Again, it depends, but with Couch you would execute a GET over HTTP against either a specific resource, or against a MapReduce view.
Most likely nothing. Just keep an eye-out for the serialisation, deserialisation scenarios. The difficulty I have found comes in how you manage versions of your code. If the property is purely for pushing to an interface (GUI, web service) then it tends to be less of an issue. If the property is a form of internal state which behaviour will rely on, then this can get more tricky.
Hope it helps, good luck!
Just stop thinking about the database.
Think about modeling your domain. Build your objects to solve the problem at hand following good patterns and practices and don't worry about persistence.
I am building a web-store with many departments and categories. They are stored in our database and accessed often.
We are using URL rewriting so almost every request within the store generates a lookup. We also need to iterate over the data frequently to generate menus for the main store and the department pages.

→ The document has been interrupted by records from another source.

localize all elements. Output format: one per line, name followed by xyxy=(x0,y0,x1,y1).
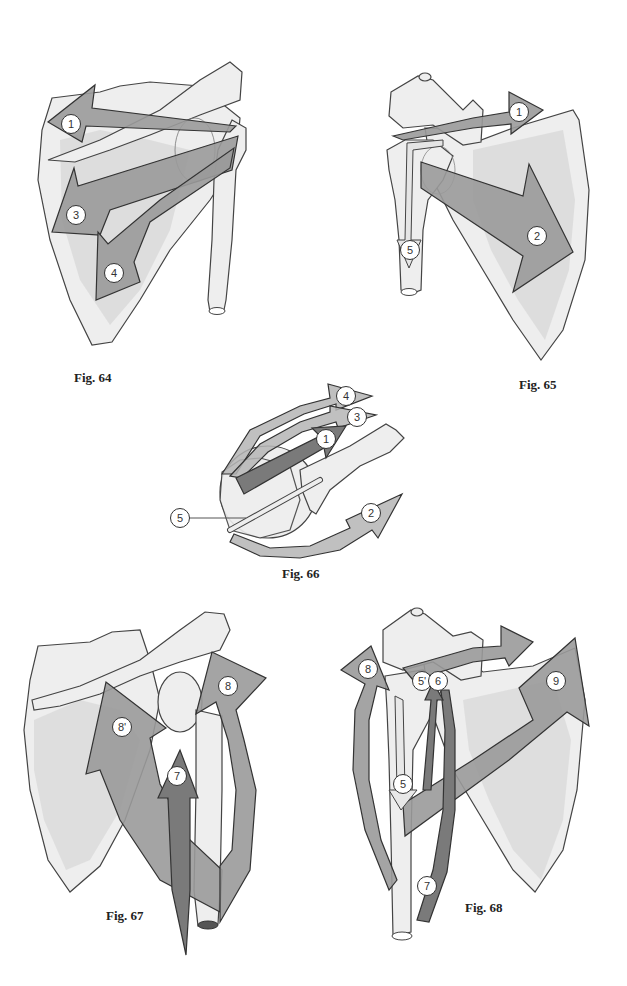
marker-5: 5 xyxy=(170,508,190,528)
figure-caption: Fig. 67 xyxy=(106,908,144,924)
marker-1: 1 xyxy=(509,102,529,122)
marker-1: 1 xyxy=(61,114,81,134)
figure-67: 8 8' 7 Fig. 67 xyxy=(0,590,313,986)
marker-1: 1 xyxy=(316,429,336,449)
marker-9: 9 xyxy=(546,671,566,691)
figure-caption: Fig. 66 xyxy=(282,566,320,582)
marker-5: 5 xyxy=(400,240,420,260)
figure-66: 4 3 1 2 5 Fig. 66 xyxy=(150,370,450,590)
figure-68: 8 5' 6 9 5 7 Fig. 68 xyxy=(313,590,627,986)
figure-caption: Fig. 68 xyxy=(465,900,503,916)
shoulder-superior-illustration xyxy=(150,370,450,590)
marker-3: 3 xyxy=(66,205,86,225)
figure-64: 1 3 4 Fig. 64 xyxy=(0,0,313,400)
marker-4: 4 xyxy=(104,263,124,283)
shoulder-anterior-illustration xyxy=(313,590,627,986)
marker-7: 7 xyxy=(417,876,437,896)
marker-4: 4 xyxy=(336,386,356,406)
marker-8: 8 xyxy=(218,676,238,696)
shoulder-posterior-illustration xyxy=(0,590,313,986)
marker-8-prime: 8' xyxy=(112,717,132,737)
figure-65: 1 2 5 Fig. 65 xyxy=(313,0,627,400)
marker-7: 7 xyxy=(167,766,187,786)
marker-3: 3 xyxy=(347,407,367,427)
figure-caption: Fig. 65 xyxy=(519,377,557,393)
shoulder-anterior-illustration xyxy=(313,0,627,400)
marker-8: 8 xyxy=(358,659,378,679)
figure-caption: Fig. 64 xyxy=(74,370,112,386)
marker-2: 2 xyxy=(527,226,547,246)
marker-5: 5 xyxy=(393,774,413,794)
shoulder-posterior-illustration xyxy=(0,0,313,400)
marker-6: 6 xyxy=(428,671,448,691)
marker-2: 2 xyxy=(361,503,381,523)
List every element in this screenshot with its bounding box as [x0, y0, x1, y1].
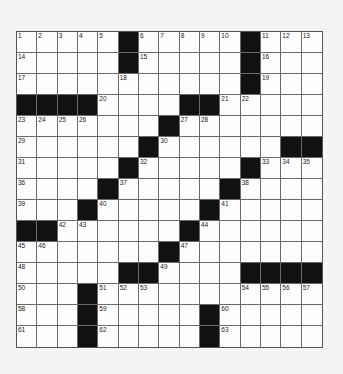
grid-cell[interactable]	[241, 116, 261, 137]
grid-cell[interactable]: 5	[98, 32, 118, 53]
grid-cell[interactable]	[281, 305, 301, 326]
grid-cell[interactable]	[281, 179, 301, 200]
grid-cell[interactable]	[139, 116, 159, 137]
grid-cell[interactable]	[98, 137, 118, 158]
grid-cell[interactable]	[302, 200, 322, 221]
grid-cell[interactable]	[98, 158, 118, 179]
grid-cell[interactable]	[98, 221, 118, 242]
grid-cell[interactable]: 39	[17, 200, 37, 221]
grid-cell[interactable]	[159, 326, 179, 347]
grid-cell[interactable]	[119, 95, 139, 116]
grid-cell[interactable]	[241, 137, 261, 158]
grid-cell[interactable]	[220, 263, 240, 284]
grid-cell[interactable]	[159, 305, 179, 326]
grid-cell[interactable]	[139, 95, 159, 116]
grid-cell[interactable]	[78, 242, 98, 263]
grid-cell[interactable]: 59	[98, 305, 118, 326]
grid-cell[interactable]	[281, 242, 301, 263]
grid-cell[interactable]	[159, 284, 179, 305]
grid-cell[interactable]	[58, 137, 78, 158]
grid-cell[interactable]	[98, 242, 118, 263]
grid-cell[interactable]: 60	[220, 305, 240, 326]
grid-cell[interactable]	[58, 53, 78, 74]
grid-cell[interactable]: 23	[17, 116, 37, 137]
grid-cell[interactable]: 26	[78, 116, 98, 137]
grid-cell[interactable]: 47	[180, 242, 200, 263]
grid-cell[interactable]	[58, 305, 78, 326]
grid-cell[interactable]: 18	[119, 74, 139, 95]
grid-cell[interactable]: 48	[17, 263, 37, 284]
grid-cell[interactable]	[78, 74, 98, 95]
grid-cell[interactable]	[37, 200, 57, 221]
grid-cell[interactable]: 8	[180, 32, 200, 53]
grid-cell[interactable]	[220, 74, 240, 95]
grid-cell[interactable]	[139, 179, 159, 200]
grid-cell[interactable]	[281, 74, 301, 95]
grid-cell[interactable]	[159, 179, 179, 200]
grid-cell[interactable]	[58, 179, 78, 200]
grid-cell[interactable]	[37, 158, 57, 179]
grid-cell[interactable]	[37, 326, 57, 347]
grid-cell[interactable]: 9	[200, 32, 220, 53]
grid-cell[interactable]: 15	[139, 53, 159, 74]
grid-cell[interactable]	[220, 221, 240, 242]
grid-cell[interactable]	[261, 200, 281, 221]
grid-cell[interactable]: 53	[139, 284, 159, 305]
grid-cell[interactable]	[220, 53, 240, 74]
grid-cell[interactable]: 6	[139, 32, 159, 53]
grid-cell[interactable]: 14	[17, 53, 37, 74]
grid-cell[interactable]	[139, 326, 159, 347]
grid-cell[interactable]	[37, 74, 57, 95]
grid-cell[interactable]: 22	[241, 95, 261, 116]
grid-cell[interactable]	[58, 242, 78, 263]
grid-cell[interactable]	[119, 116, 139, 137]
grid-cell[interactable]	[220, 137, 240, 158]
grid-cell[interactable]	[281, 95, 301, 116]
grid-cell[interactable]	[159, 95, 179, 116]
grid-cell[interactable]	[200, 53, 220, 74]
grid-cell[interactable]	[302, 74, 322, 95]
grid-cell[interactable]: 2	[37, 32, 57, 53]
grid-cell[interactable]	[261, 305, 281, 326]
grid-cell[interactable]	[220, 116, 240, 137]
grid-cell[interactable]	[78, 158, 98, 179]
grid-cell[interactable]	[241, 221, 261, 242]
grid-cell[interactable]	[139, 200, 159, 221]
grid-cell[interactable]: 12	[281, 32, 301, 53]
grid-cell[interactable]: 52	[119, 284, 139, 305]
grid-cell[interactable]: 24	[37, 116, 57, 137]
grid-cell[interactable]: 43	[78, 221, 98, 242]
grid-cell[interactable]	[119, 137, 139, 158]
grid-cell[interactable]: 13	[302, 32, 322, 53]
grid-cell[interactable]	[139, 221, 159, 242]
grid-cell[interactable]: 54	[241, 284, 261, 305]
grid-cell[interactable]	[180, 53, 200, 74]
grid-cell[interactable]	[261, 95, 281, 116]
grid-cell[interactable]	[159, 158, 179, 179]
grid-cell[interactable]	[98, 74, 118, 95]
grid-cell[interactable]	[180, 158, 200, 179]
grid-cell[interactable]: 30	[159, 137, 179, 158]
grid-cell[interactable]	[302, 326, 322, 347]
grid-cell[interactable]	[261, 137, 281, 158]
grid-cell[interactable]	[119, 221, 139, 242]
grid-cell[interactable]	[180, 200, 200, 221]
grid-cell[interactable]	[159, 74, 179, 95]
grid-cell[interactable]: 27	[180, 116, 200, 137]
grid-cell[interactable]	[180, 263, 200, 284]
grid-cell[interactable]	[37, 137, 57, 158]
grid-cell[interactable]	[58, 326, 78, 347]
grid-cell[interactable]	[241, 326, 261, 347]
grid-cell[interactable]	[180, 305, 200, 326]
grid-cell[interactable]	[139, 305, 159, 326]
grid-cell[interactable]: 10	[220, 32, 240, 53]
grid-cell[interactable]	[180, 74, 200, 95]
grid-cell[interactable]	[200, 158, 220, 179]
grid-cell[interactable]	[281, 326, 301, 347]
grid-cell[interactable]: 61	[17, 326, 37, 347]
grid-cell[interactable]: 46	[37, 242, 57, 263]
grid-cell[interactable]	[58, 158, 78, 179]
grid-cell[interactable]	[180, 179, 200, 200]
grid-cell[interactable]: 56	[281, 284, 301, 305]
grid-cell[interactable]	[78, 179, 98, 200]
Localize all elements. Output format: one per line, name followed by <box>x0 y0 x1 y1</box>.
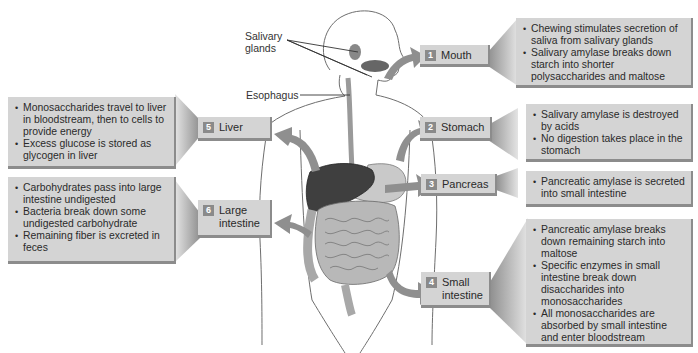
connector-pancreas <box>496 168 518 198</box>
info-box-mouth: Chewing stimulates secretion of saliva f… <box>516 18 693 88</box>
info-box-pancreas: Pancreatic amylase is secreted into smal… <box>526 171 693 207</box>
organ-label-liver: 5 Liver <box>198 117 272 141</box>
organ-name-stomach: Stomach <box>441 121 484 134</box>
fact-small-intestine-2: Specific enzymes in small intestine brea… <box>532 260 685 308</box>
fact-mouth-2: Salivary amylase breaks down starch into… <box>522 47 685 83</box>
arrow-to-liver <box>274 127 320 172</box>
fact-large-intestine-1: Carbohydrates pass into large intestine … <box>14 182 168 206</box>
info-box-stomach: Salivary amylase is destroyed by acids N… <box>526 104 693 162</box>
step-badge-1: 1 <box>425 50 436 61</box>
fact-small-intestine-1: Pancreatic amylase breaks down remaining… <box>532 224 685 260</box>
fact-stomach-1: Salivary amylase is destroyed by acids <box>532 109 685 133</box>
fact-pancreas-1: Pancreatic amylase is secreted into smal… <box>532 176 685 200</box>
connector-large-intestine <box>175 180 200 262</box>
info-box-large-intestine: Carbohydrates pass into large intestine … <box>8 177 176 264</box>
large-intestine-shape <box>307 210 315 280</box>
step-badge-3: 3 <box>426 179 437 190</box>
step-badge-4: 4 <box>426 277 437 288</box>
organ-label-mouth: 1 Mouth <box>420 45 490 67</box>
connector-small-intestine <box>490 218 528 345</box>
organ-label-large-intestine: 6 Large intestine <box>198 200 272 238</box>
fact-large-intestine-3: Remaining fiber is excreted in feces <box>14 230 168 254</box>
fact-small-intestine-3: All monosaccharides are absorbed by smal… <box>532 308 685 344</box>
organ-name-liver: Liver <box>219 121 243 134</box>
fact-stomach-2: No digestion takes place in the stomach <box>532 133 685 157</box>
organ-name-small-intestine: Small intestine <box>442 276 483 302</box>
organ-label-pancreas: 3 Pancreas <box>421 174 497 196</box>
fact-liver-2: Excess glucose is stored as glycogen in … <box>14 138 168 162</box>
connector-stomach <box>488 108 518 160</box>
info-box-small-intestine: Pancreatic amylase breaks down remaining… <box>526 219 693 347</box>
organ-label-stomach: 2 Stomach <box>420 117 492 141</box>
fact-liver-1: Monosaccharides travel to liver in blood… <box>14 102 168 138</box>
salivary-glands-label: Salivary glands <box>245 30 282 54</box>
organ-name-small-intestine-line1: Small <box>442 276 483 289</box>
connector-mouth <box>488 18 518 86</box>
organ-name-mouth: Mouth <box>441 49 472 62</box>
salivary-glands-label-line2: glands <box>245 42 282 54</box>
step-badge-6: 6 <box>203 205 214 216</box>
fact-large-intestine-2: Bacteria break down some undigested carb… <box>14 206 168 230</box>
organ-name-small-intestine-line2: intestine <box>442 289 483 302</box>
salivary-glands-label-line1: Salivary <box>245 30 282 42</box>
organ-name-large-intestine-line2: intestine <box>219 217 260 230</box>
step-badge-5: 5 <box>203 122 214 133</box>
organ-name-large-intestine-line1: Large <box>219 204 260 217</box>
esophagus-shape <box>348 78 352 170</box>
organ-name-pancreas: Pancreas <box>442 178 488 191</box>
info-box-liver: Monosaccharides travel to liver in blood… <box>8 97 176 169</box>
fact-mouth-1: Chewing stimulates secretion of saliva f… <box>522 23 685 47</box>
step-badge-2: 2 <box>425 122 436 133</box>
organ-label-small-intestine: 4 Small intestine <box>421 272 491 308</box>
connector-liver <box>175 94 200 166</box>
esophagus-label: Esophagus <box>246 89 299 101</box>
organ-name-large-intestine: Large intestine <box>219 204 260 230</box>
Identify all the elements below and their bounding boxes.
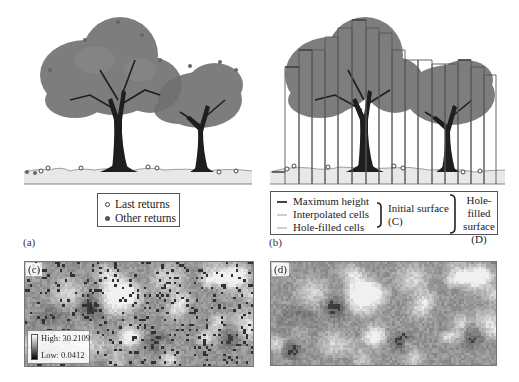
group-label-initial-surface: Initial surface (C) [388, 202, 449, 228]
panel-label-c: (c) [26, 263, 42, 276]
grayscale-gradient [31, 334, 38, 360]
panel-a: Last returns Other returns (a) [0, 0, 260, 245]
panel-label-a: (a) [23, 236, 35, 248]
legend-a: Last returns Other returns [97, 193, 180, 227]
scale-low-label: Low: 0.0412 [41, 350, 84, 360]
bracket-initial-icon [376, 202, 384, 228]
scale-high-label: High: 30.2109 [41, 333, 90, 343]
trees-surface-illustration-b [260, 0, 519, 190]
light-line-icon [277, 214, 287, 216]
legend-item-maximum-height: Maximum height [277, 195, 369, 208]
canopy-height-raster-hole-filled [271, 262, 496, 365]
height-scale-legend: High: 30.2109 Low: 0.0412 [27, 330, 90, 364]
legend-b: Maximum height Interpolated cells Hole-f… [270, 191, 498, 235]
panel-label-b: (b) [269, 236, 282, 248]
open-circle-icon [105, 202, 110, 207]
dark-line-icon [277, 201, 287, 203]
light-line-icon [277, 227, 287, 229]
legend-item-last-returns: Last returns [105, 197, 179, 211]
bracket-holefilled-icon [449, 194, 458, 234]
panel-c-raster: (c) High: 30.2109 Low: 0.0412 [24, 261, 254, 367]
panel-d-raster: (d) [270, 261, 497, 366]
trees-illustration-a [0, 0, 260, 190]
legend-item-interpolated-cells: Interpolated cells [277, 208, 369, 221]
panel-label-d: (d) [272, 263, 289, 276]
filled-circle-icon [105, 216, 110, 221]
group-label-hole-filled-surface: Hole-filled surface (D) [458, 194, 500, 246]
legend-item-hole-filled-cells: Hole-filled cells [277, 221, 369, 234]
legend-item-other-returns: Other returns [105, 211, 179, 225]
panel-b: Maximum height Interpolated cells Hole-f… [260, 0, 519, 245]
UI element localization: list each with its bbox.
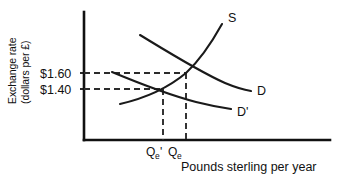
y-axis-label-line1: Exchange rate	[6, 37, 18, 104]
y-axis-label: Exchange rate (dollars per £)	[6, 37, 31, 104]
y-tick-labels: $1.60 $1.40	[40, 67, 71, 97]
x-axis-title: Pounds sterling per year	[181, 160, 317, 174]
qe-prime-mark: '	[160, 145, 162, 159]
supply-curve	[120, 24, 222, 104]
qe-prime-base: Q	[146, 145, 155, 159]
y-axis-label-line2: (dollars per £)	[19, 41, 31, 104]
curve-labels: S D D'	[228, 11, 266, 119]
supply-curve-label: S	[228, 11, 236, 25]
quantity-guide-lines	[163, 73, 186, 140]
demand-curve-label: D	[257, 84, 266, 98]
exchange-rate-supply-demand-figure: Exchange rate (dollars per £) $1.60 $1.4…	[0, 0, 342, 180]
x-tick-label-qe: Q e	[168, 145, 182, 161]
qe-base: Q	[168, 145, 177, 159]
y-tick-label-160: $1.60	[40, 67, 71, 81]
x-tick-label-qe-prime: Q e '	[146, 145, 162, 161]
x-tick-labels: Q e ' Q e	[146, 145, 182, 161]
demand-shifted-curve-label: D'	[237, 105, 248, 119]
y-tick-label-140: $1.40	[40, 83, 71, 97]
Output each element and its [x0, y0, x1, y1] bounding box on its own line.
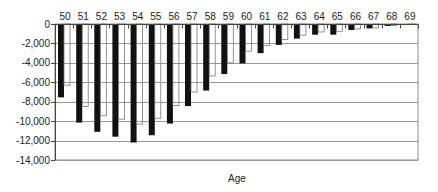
bar-series1 — [203, 24, 209, 91]
x-category-label: 54 — [132, 11, 144, 22]
bar-series1 — [58, 24, 64, 97]
bar-series1 — [112, 24, 118, 137]
x-category-label: 67 — [368, 11, 380, 22]
x-category-label: 60 — [241, 11, 253, 22]
bar-series1 — [240, 24, 246, 63]
y-tick-label: -14,000 — [16, 155, 50, 166]
bar-series1 — [330, 24, 336, 35]
x-category-label: 64 — [314, 11, 326, 22]
x-category-label: 65 — [332, 11, 344, 22]
x-category-label: 66 — [350, 11, 362, 22]
bar-series1 — [185, 24, 191, 106]
y-tick-label: -6,000 — [22, 77, 51, 88]
bar-series1 — [76, 24, 82, 123]
x-category-label: 56 — [168, 11, 180, 22]
y-tick-label: -12,000 — [16, 135, 50, 146]
x-category-label: 62 — [277, 11, 289, 22]
y-axis-tick-labels: 0-2,000-4,000-6,000-8,000-10,000-12,000-… — [16, 19, 50, 166]
x-category-label: 68 — [386, 11, 398, 22]
bar-series1 — [276, 24, 282, 45]
bar-series1 — [167, 24, 173, 124]
x-axis-category-labels: 5051525354555657585960616263646566676869 — [60, 11, 416, 22]
x-category-label: 57 — [187, 11, 199, 22]
x-category-label: 59 — [223, 11, 235, 22]
gridlines — [55, 24, 418, 161]
plot-area — [55, 24, 418, 160]
x-category-label: 52 — [96, 11, 108, 22]
x-category-label: 69 — [404, 11, 416, 22]
x-category-label: 61 — [259, 11, 271, 22]
x-category-label: 55 — [150, 11, 162, 22]
x-category-label: 50 — [60, 11, 72, 22]
x-category-label: 53 — [114, 11, 126, 22]
bar-series1 — [149, 24, 155, 135]
y-tick-label: -2,000 — [22, 38, 51, 49]
bar-series1 — [94, 24, 100, 132]
bar-chart: 0-2,000-4,000-6,000-8,000-10,000-12,000-… — [0, 0, 438, 192]
bar-series1 — [131, 24, 137, 143]
bar-series1 — [294, 24, 300, 39]
bar-series1 — [221, 24, 227, 74]
y-tick-label: -4,000 — [22, 57, 51, 68]
y-tick-label: 0 — [44, 19, 50, 30]
x-category-label: 51 — [78, 11, 90, 22]
y-tick-label: -8,000 — [22, 96, 51, 107]
bar-series1 — [312, 24, 318, 35]
x-axis-title: Age — [228, 173, 246, 184]
bar-series1 — [258, 24, 264, 53]
x-category-label: 63 — [295, 11, 307, 22]
x-category-label: 58 — [205, 11, 217, 22]
y-tick-label: -10,000 — [16, 116, 50, 127]
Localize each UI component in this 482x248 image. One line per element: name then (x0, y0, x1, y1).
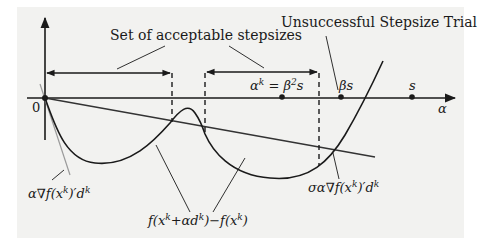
tangent-label: α∇f(xk)′dk (28, 185, 90, 201)
acceptable-set-label: Set of acceptable stepsizes (110, 27, 302, 43)
armijo-rule-diagram: Set of acceptable stepsizes Unsuccessful… (0, 0, 482, 248)
point-s (409, 94, 415, 100)
sufficient-decrease-label: σα∇f(xk)′dk (308, 179, 379, 195)
origin-point (42, 95, 48, 101)
point-beta-s (338, 94, 344, 100)
alpha-axis-label: α (438, 101, 447, 116)
beta-s-label: βs (338, 78, 354, 93)
function-label: f(xk+αdk)−f(xk) (147, 212, 248, 228)
origin-label: 0 (32, 100, 40, 115)
unsuccessful-trial-label: Unsuccessful Stepsize Trial (281, 14, 478, 30)
s-label: s (409, 78, 416, 93)
point-alpha-k (279, 94, 285, 100)
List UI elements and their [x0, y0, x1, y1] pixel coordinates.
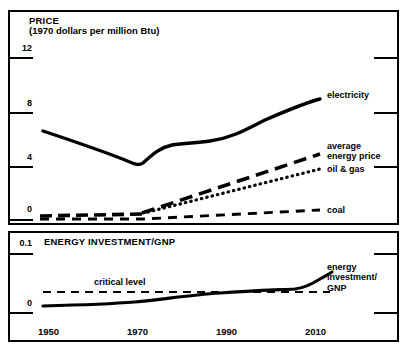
ytick-label-12: 12: [10, 43, 32, 53]
investment-ytick-label-0: 0: [10, 298, 32, 308]
ytick-label-8: 8: [10, 98, 32, 108]
xtick-label-1970: 1970: [127, 327, 148, 338]
xtick-label-2010: 2010: [305, 327, 326, 338]
series-label-average-line1: average: [327, 141, 361, 151]
ytick-label-0: 0: [10, 204, 32, 214]
annotation-critical-level: critical level: [94, 277, 146, 287]
ytick-label-4: 4: [10, 152, 32, 162]
series-label-electricity: electricity: [327, 90, 369, 100]
series-label-oil-and-gas: oil & gas: [327, 164, 365, 174]
investment-panel-title: ENERGY INVESTMENT/GNP: [44, 237, 175, 248]
series-label-invest-line1: energy: [327, 262, 357, 272]
price-panel: [8, 10, 399, 225]
investment-ytick-label-0point1: 0.1: [6, 238, 32, 248]
series-label-energy-investment-gnp: energyinvestment/GNP: [327, 262, 377, 293]
series-label-invest-line3: GNP: [327, 283, 347, 293]
series-label-invest-line2: investment/: [327, 272, 377, 282]
xtick-label-1990: 1990: [216, 327, 237, 338]
series-label-average-energy-price: averageenergy price: [327, 141, 381, 162]
series-label-coal: coal: [327, 205, 345, 215]
xtick-label-1950: 1950: [38, 327, 59, 338]
price-panel-subtitle: (1970 dollars per million Btu): [29, 26, 159, 37]
figure-root: PRICE (1970 dollars per million Btu) ENE…: [0, 0, 407, 350]
series-label-average-line2: energy price: [327, 151, 381, 161]
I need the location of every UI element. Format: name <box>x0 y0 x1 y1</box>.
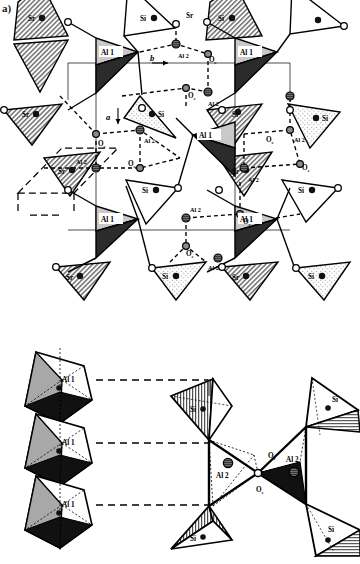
figure-svg: a) <box>0 0 360 564</box>
axis-b-label: b <box>150 53 154 63</box>
si-label: Si <box>158 111 164 119</box>
sr-label: Sr <box>58 168 66 176</box>
al2-label: Al 2 <box>286 456 299 464</box>
si-label: Si <box>162 273 168 281</box>
al1-label: Al 1 <box>62 501 75 509</box>
si-label: Si <box>332 396 338 404</box>
al2-label: Al 2 <box>208 100 219 107</box>
al1-label: Al 1 <box>101 48 114 57</box>
crystal-structure-figure: a) <box>0 0 360 564</box>
sr-label: Sr <box>232 274 240 282</box>
sr-label: Sr <box>28 15 36 23</box>
si-label: Si <box>190 406 196 414</box>
oc-atom <box>254 469 261 476</box>
sr-label: Sr <box>22 111 30 119</box>
al1-label: Al 1 <box>62 376 75 384</box>
al1-label: Al 1 <box>62 439 75 447</box>
al2-label: Al 2 <box>216 472 229 480</box>
al2-label: Al 2 <box>294 136 305 143</box>
si-label: Si <box>308 273 314 281</box>
al2-label: Al 2 <box>190 206 201 213</box>
si-label: Si <box>322 115 328 123</box>
al2-label: Al 2 <box>208 264 219 271</box>
al2-atom <box>289 467 298 476</box>
al2-label: Al 2 <box>76 158 87 165</box>
sr-label: Sr <box>66 274 74 282</box>
al1-label: Al 1 <box>240 48 253 57</box>
sr-label: Sr <box>186 12 194 20</box>
si-label: Si <box>218 15 224 23</box>
si-label: Si <box>190 535 196 543</box>
sr-label: Sr <box>232 168 240 176</box>
al1-label: Al 1 <box>101 215 114 224</box>
al2-label: Al 2 <box>144 137 155 144</box>
si-label: Si <box>142 187 148 195</box>
sr-label: Sr <box>232 111 240 119</box>
si-label: Si <box>328 526 334 534</box>
al2-label: Al 2 <box>178 52 189 59</box>
si-label: Si <box>140 15 146 23</box>
al2-atom <box>223 458 232 467</box>
al1-octahedra-chain: Al 1 Al 1 <box>25 348 92 552</box>
panel-a-label: a) <box>2 2 12 15</box>
al1-label: Al 1 <box>199 131 212 140</box>
al2-label: Al 2 <box>248 176 259 183</box>
si-label: Si <box>298 187 304 195</box>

This information will not change often so I'm thinking that I should load the database into a dictionary to speed up the information retrieval.
I know the standard practice is to load data into the application cache, however i assume that there is some level of serialization that occurs during caching, and for a large data-structure I'm thinking the overhead would be significant.
My impulse on this is to put the dictionary in a static variable in one of the related classes. I would however like to get some input input on this. Am I right in thinking that this method would be faster? Is it horrible practice? Is there a better way that I'm missing?
I can't seem to find much information on this and I'd really appreciate any information that you can share. Thanks!
The Application and Cache collections do not serialize the objects you pass into them, they store the actual reference. Retrieving an object from Cache will not be an expensive operation, no matter how large the object is. Always stick with the Cache objects unless you have a very good reason not to, its just good practice.
The only other thing worth mentioning is to make sure you think about multithreaded access to this collection. You're going to end up with some serious issues very quickly if you don't lock properly
Well, I don't think it's so much work to rewrite code to use a static field instead of application cache if there's need to do so. I'd personally use the cache first. There's no need for premature optimization, have you measured the performance? It may behave just right with the application cache object. Maybe it even works well with db queries? :)
So, my answer is - use the cache and see how it works.
memcached is your friend! (but could be overkill if you're not scaling out)
Any idea how large your dictionary would be in application cache? I'd be tempted to recommend that as a good first option.
IMHO, generally speaking, if you have control on updates on underlying object, you should use static storage. Otherwise, if you are dependent on a 3rd party API for data retrievals, use Caching technology.